The November 9 New Yorker has a fascinating piece by Alec Wilkinson: “Talk This Way: The man who makes Hollywood sound right”, about dialect coach to the stars Tim Monich. (An abbreviated version is available on-line here; the full version is only available to subscribers.)

Monich is versatile: he taught Donald Sutherland, a Canadian,

to speak like a South African in “A Dry White Season,” then like an Englishman, a wealthy New Yorker, a New Englander, a Kansan, a Georgian, an Oregonian, a North Carolinian, a Mississippian, a Michigander, a Minnesotan, and a member of the Polish politburo

In fact, what he aims to teach is not some generic accent, but an accent appropriate to a specific character (though of course no coach can teach someone to reproduce an accent perfect in every detail).
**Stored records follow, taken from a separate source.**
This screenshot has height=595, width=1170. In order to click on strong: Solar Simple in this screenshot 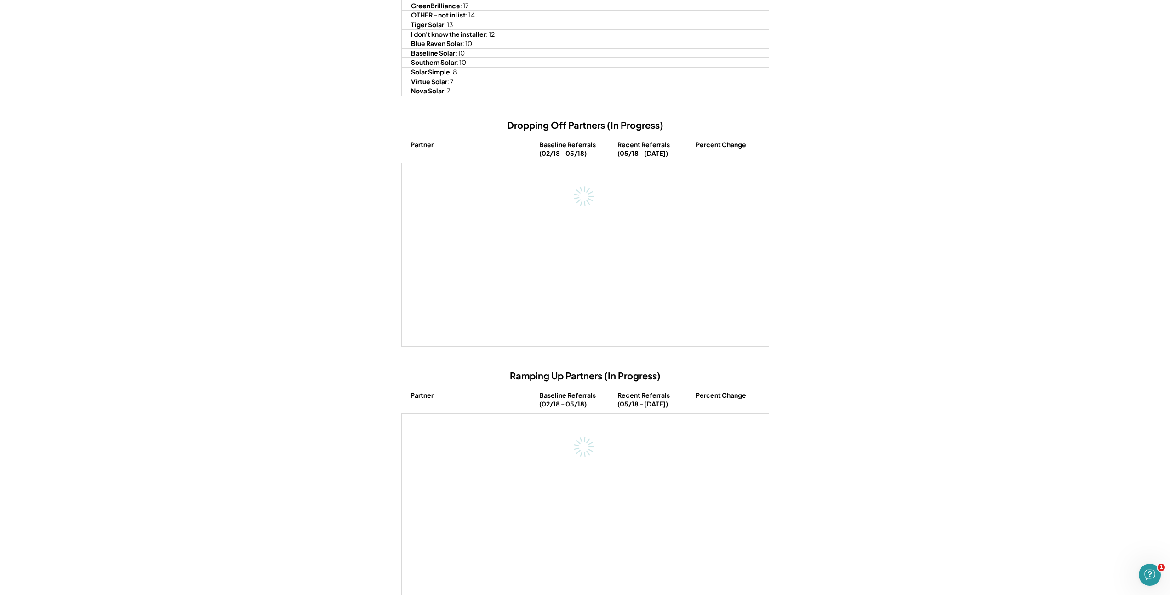, I will do `click(430, 72)`.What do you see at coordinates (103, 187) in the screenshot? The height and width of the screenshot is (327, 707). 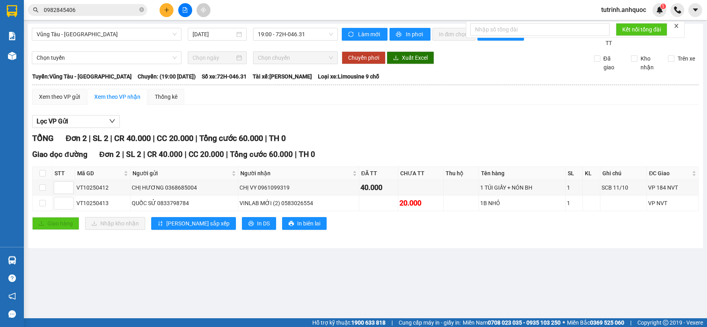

So in teaching Hilary Swank to speak like Amelia Earhart, Monich took into consideration that she

was from Kansas but had gone to boarding school near Philadelphia, and so had elements of a period upper-class accent

Monich has a huge archive of “recordings of talkers whose speech represents a particular place, period, or social station.”  And he goes around the world collecting additions to this archive.

There’s an interesting account of a coaching session with actor Gerard Butler, in which Wilkinson struggles with the task of representing details of pronunciation for New Yorker readers without using the technical terminology or transcription schemes of phonetics.